Approximate ranges from Emeryville engagements we’ve been pulled into after a boutique operator tried to manage it without local representation. Figures reflect typical, not worst-case.
Re-filing fees, additional counsel, deficiency correspondence, and a new DCC review clock after a failed first pass on a capped permit slot.
Typical carrying cost in Emeryville: retail-grade rent in the Powell Street or Public Market corridor, TI sitting idle, staff on payroll, bank interest, zero revenue.
Median outcome when an NTC escalates to an accusation under CCR 15002 before a response is filed inside the ten-business-day window.
Back-tax exposure after a 12-month METRC-to-CDTFA variance audit on an Emeryville retail operation with adjacent delivery activity.
These aren’t hypothetical. These are the engagements we’re called in on — usually after someone tried to save $30,000 by doing it themselves.
Emeryville opened commercial cannabis under Ordinance 18-006 and Emeryville Municipal Code Chapter 5-40, adopting a tightly limited retail program with a handful of storefront permits issued through a merit-based selection process rather than lottery. The city’s footprint is roughly 1.25 square miles between Oakland and Berkeley, and the commercial program reflects that compression — storefront retail is capped, delivery is permitted as an add-on, and cultivation plus manufacturing are allowed only in specific industrial zones. For a boutique operator with a design-forward brand, Emeryville’s density, transit access, and creative-industry neighbors (Pixar, Peet’s headquarters, the Public Market district) make it a disproportionately valuable address.
The pathway runs through a Cannabis Business Permit issued by the City Manager’s office, a Conditional Use Permit from the Planning Commission, and a zoning-clearance letter verifying sensitive-use buffers. Retail is allowed in Mixed-Use with Residential (MUR) and Mixed-Use Non-Residential (MUN) zones; cultivation and manufacturing are confined to the Industrial (I) zone concentrated east of the railroad tracks. Sensitive-use buffers run 600 feet from K-12 schools, day cares, youth centers, and public parks per EMC 5-40.06. Because Emeryville borders Oakland and Berkeley directly, buffer analysis must be done across jurisdictional lines — a school across the Oakland border still counts.
Emeryville levies a local cannabis business tax under Measure S (2018): 6% on retail gross receipts, 2.5% on cultivation square footage, and 2% on manufacturing and distribution — lower than Berkeley or Oakland by design, part of the city’s positioning as an operator-friendly capped market. The Cannabis Business Permit is annual, with a mid-cycle security-plan review jointly handled by the Emeryville Police Department and the Community Development Department. A local hire and living-wage preference applies under EMC 5-40.10, which affects the initial operating plan submitted with the permit packet.

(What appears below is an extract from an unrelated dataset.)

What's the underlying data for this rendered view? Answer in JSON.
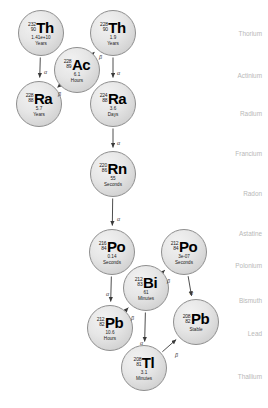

For county context outside city limits (unincorporated Alameda County), see the Alameda County page. Enforcement within Emeryville is handled by Code Enforcement in the Community Development Department, with coordinated review from Building & Safety and the Fire Department — typical findings in recent audits include signage violations under EMC 9-4, packaging-and-labeling deficiencies referenced against Business & Professions Code §26120, and METRC discrepancies under CCR Title 4 §15048.
These details change. Verify current posture with Emeryville Planning or the City Manager’s office before filing.

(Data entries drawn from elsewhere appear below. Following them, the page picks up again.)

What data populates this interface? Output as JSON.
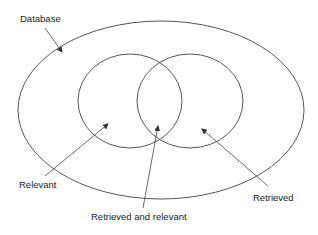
{
  "diagram": {
    "type": "venn",
    "labels": {
      "database": "Database",
      "relevant": "Relevant",
      "retrieved_and_relevant": "Retrieved and relevant",
      "retrieved": "Retrieved"
    },
    "colors": {
      "stroke": "#555555",
      "text": "#222222",
      "background": "#ffffff"
    }
  }
}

Most operators look at Emeryville’s 1.25 square miles and assume the process scales to the footprint. It doesn’t. In a capped market with merit-based selection, the selection criteria themselves are the work — community benefits plan, local hire commitments, security narrative, equity partnership structure — each scored, each weighted, each feeding into a single ranked recommendation to Council.
The buffer math compounds the problem. Because Emeryville borders Oakland and Berkeley at nearly every edge, every candidate site requires a tri-jurisdictional sensitive-use analysis: every K-12, daycare, youth center, and public park within 600 feet across three city boundaries. A single daycare you didn’t catch on the Oakland side can kill a site mid-review.
None of this is hidden — it’s in EMC Chapter 5-40, in the permit application instructions, in the Council staff reports from the initial awards. But threading a competitive narrative across a fair-housing community-benefits framework, against a cross-jurisdictional buffer map, against an industrial-zone title-report review — that’s the work most operators didn’t scope when they pitched the investor deck.
From Cannabis Business Permit merit narrative through DCC issuance, through quarterly compliance, to 24-hour enforcement defense — your local regulatory lift runs through one named team.
DCC application coordinated alongside the Emeryville merit-selection process.
Emeryville CBP pathway mapping, cross-jurisdiction buffer verification, local filing.
Ongoing compliance cadence for Emeryville operators — state and local.